I fully agree with your priority! Even so “thinking about”, and discussing / guiding it ≠ doing it yourself. Apparently both @jens and @bluebaritone21 have already been working on building blocks, literally.

In my experience, and I’m sure many others will agree, Scheme (or LISP) as used in SICP, is much harder to read than Snap*!* (isn’t that one of the reasons why Snap*!* was developed un the first place?). Translating SICP’s examples to Snap*!* will help us mudbloods learn sorcery, and become wizards, too.

Essentially. I've been trying to teach myself this in some shape for form for decades, level editors, text editors, IDE's you name it. The general rule is, to get better at code, read others code to see what they did and then experiment with that code, but for ME? I see heiroglyphs and mystic runes.
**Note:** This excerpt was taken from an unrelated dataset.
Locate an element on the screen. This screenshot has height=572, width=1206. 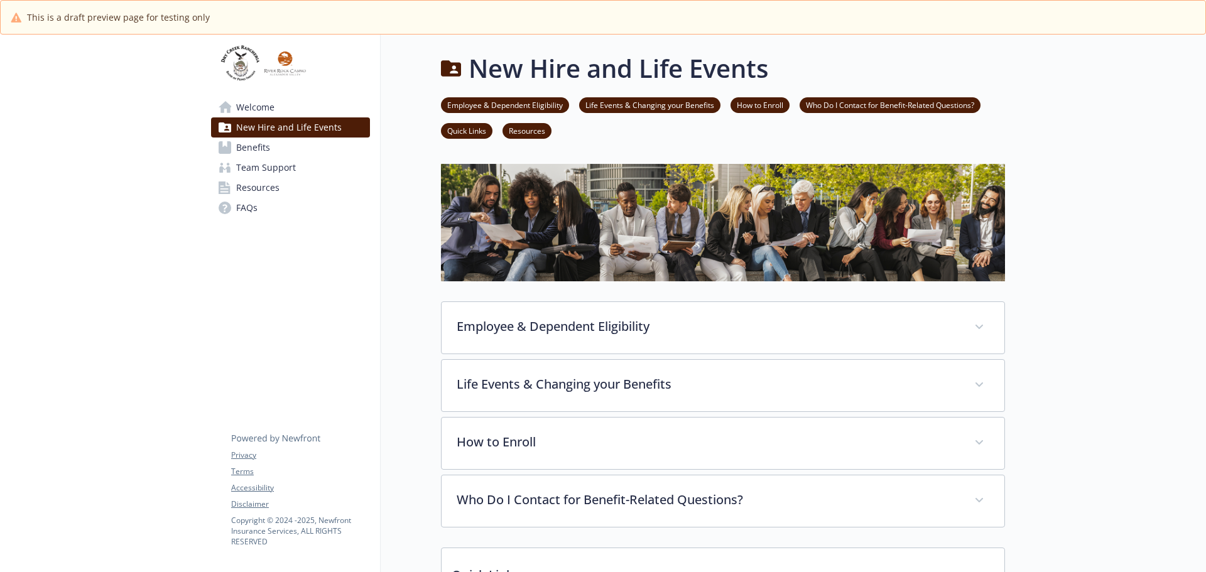
p: Who Do I Contact for Benefit-Related Questions? is located at coordinates (708, 500).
Snap! I have the opposite issue, I get it fairly easily, but because of it's nature, it's constraints behind javascript mean it's limited to the browser.
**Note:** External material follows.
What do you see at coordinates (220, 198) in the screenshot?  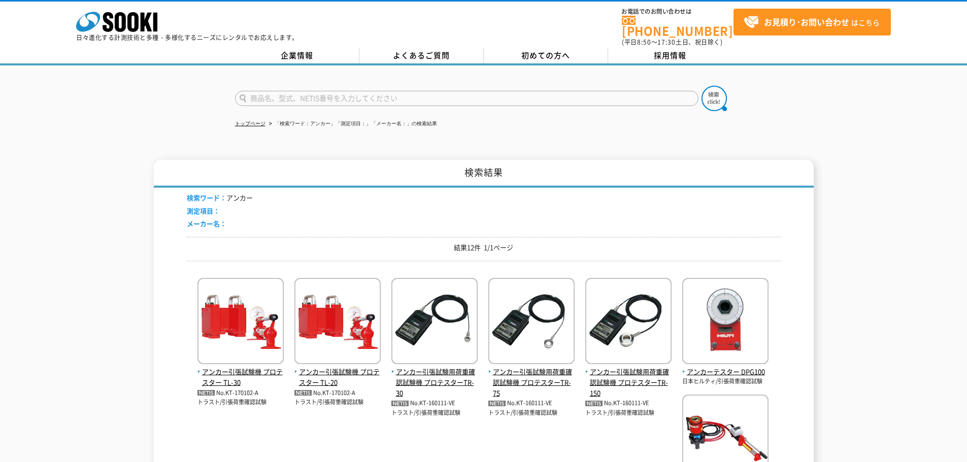 I see `li: アンカー` at bounding box center [220, 198].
So as much as I would love to build SICP's meta-circular evaluator and it's interpreter and it's compiler? Especially it's compiler? Scheme isn't quite Snap! and thus, I can't quite make the leap necessary. I'd love, love love to put Quake in a Snap powered meta-circular evaluator and watch it move. I'd adore it so much, but for now? I'm just ranting to the void (These forums, my sympathies)

My other major issue is all the leading text books are over thirty years old or close to it.

SICP's most recent edition was wasted on javascript and should have been written for snap!

My teacher-impostor mind protests and points out that a) this "code" is reinforcing the wrong idea about text being somehow more "real", and that folks are going to love it way too much (for all the wrong reasons, including "transpiling" SICP examples, haha!). Also I hate that it reinforces English as the seemingly "underlying" language.

For me? I think it'll have the opposite actual effect. When snap becomes mainstream, the text languages will vanish, like they should have done thirty years ago. Maybe I'm wrong? (Highly likely) but the visual representative nature of Snap! or Scratch gets far more across.

I keep citing games, because I'm a gamer, but there's a reason UX is a huge design consideration in games now because there's so much information to present, that visual short hands achieve more than text or narration does. (There's "debate" about that, but that's a whole other can of worms)

I also kind of want to post a screenshot of a game I'm playing, at the moment, showing one of my favourite things in the series, the way it presents weapon data, but even though I turned the gore off, it's not a kids game and this is a kids forum. When I first read about Meta-circular evaluators, my first automatic comparison was to Borderlands weapons cards.

I doubt it's the same thing, I'm figuring it's just a csv list in a visual style, but it looks cool

Yeah, I hope so. But I'm not allowed to think about that until the manual is ready. :~(

To be fair if I wasn't getting stuck in the mire, I'd be doing a lot of this myself instead of whining in the forums.

It doesn't quite help with my research, though. All the other website listings where just about recursion. I thought it was funny that the first result was this topic.


On another note, I have a friend in real life that works on text language interpreters for a living. He suggested that I read Crafting Interpreters. So, I'm going to try it (implementing the code in Snap!, of course :)​ )

"Most recent edition" is misleading. Abelson and Sussman had nothing to do with that effort apart from giving it their blessing. You can't really tell third parties what their preferred language should be! :~)

And also, they had good reasons for their choice. SICP is basically dead in the CS education world because teachers don't want to teach Scheme. They could have chosen Python, which would probably have been even more popular, but Python has a broken lambda; JS is much closer to Scheme. (In fact, the original plan for browsers was that it would be Scheme, but the management chickened out and insisted on a syntax that Real Programmers™ would find familiar.)

How is Python's lambda broken?

you use Bing too? I also use bing as my main search engine because i use windows.

I would use DuckDuckGo, but my school district blocked it for no good reason.